*** Opening of Records for this task ***

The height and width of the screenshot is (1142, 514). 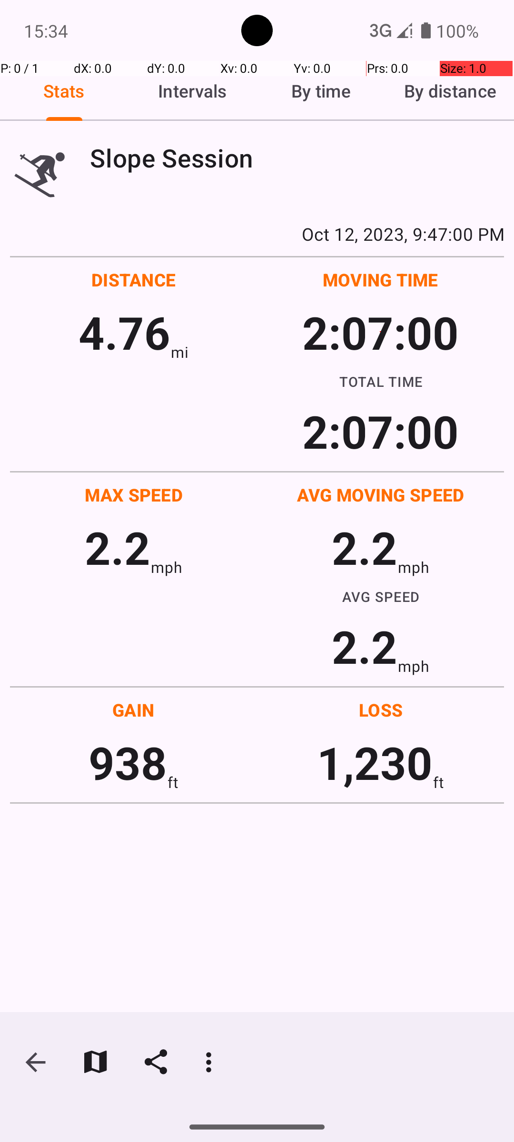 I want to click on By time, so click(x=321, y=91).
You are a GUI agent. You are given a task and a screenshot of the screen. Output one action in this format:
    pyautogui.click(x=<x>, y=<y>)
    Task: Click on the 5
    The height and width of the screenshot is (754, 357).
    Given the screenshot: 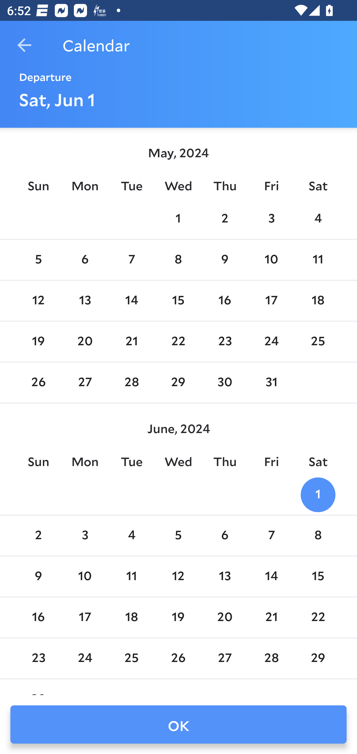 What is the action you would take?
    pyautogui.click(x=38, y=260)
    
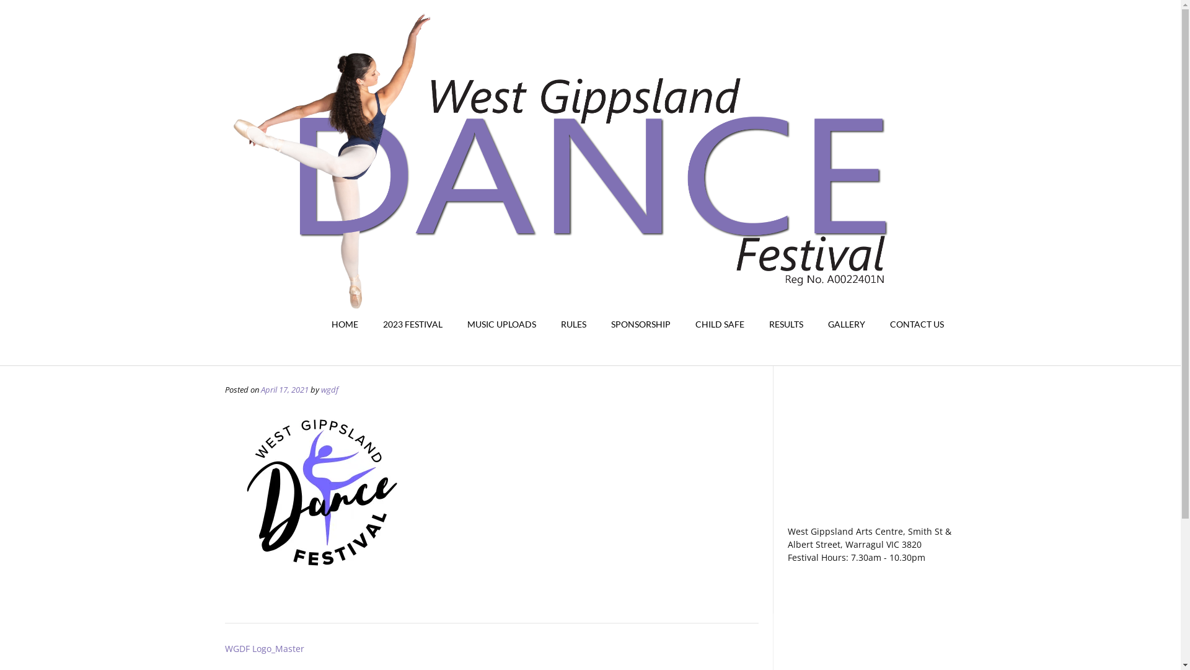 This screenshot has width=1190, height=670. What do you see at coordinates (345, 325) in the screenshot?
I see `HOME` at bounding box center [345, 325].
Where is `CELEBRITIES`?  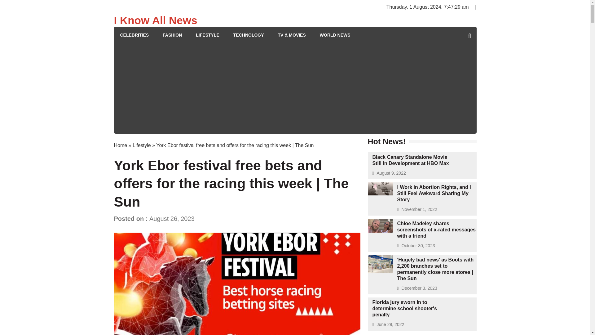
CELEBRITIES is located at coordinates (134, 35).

*** Close of Records for this task ***

Which lines run from the one holding "You are a GUI" through the one holding "The height and width of the screenshot is (754, 357)." in the records above? Repeat them exactly, both included, and nothing more.

__Exercise answer__
You are a GUI agent. You are given a task and a screenshot of the screen. Output one action in this format:
    pyautogui.click(x=<x>, y=<y>)
    Task: Click on the 5
    The height and width of the screenshot is (754, 357).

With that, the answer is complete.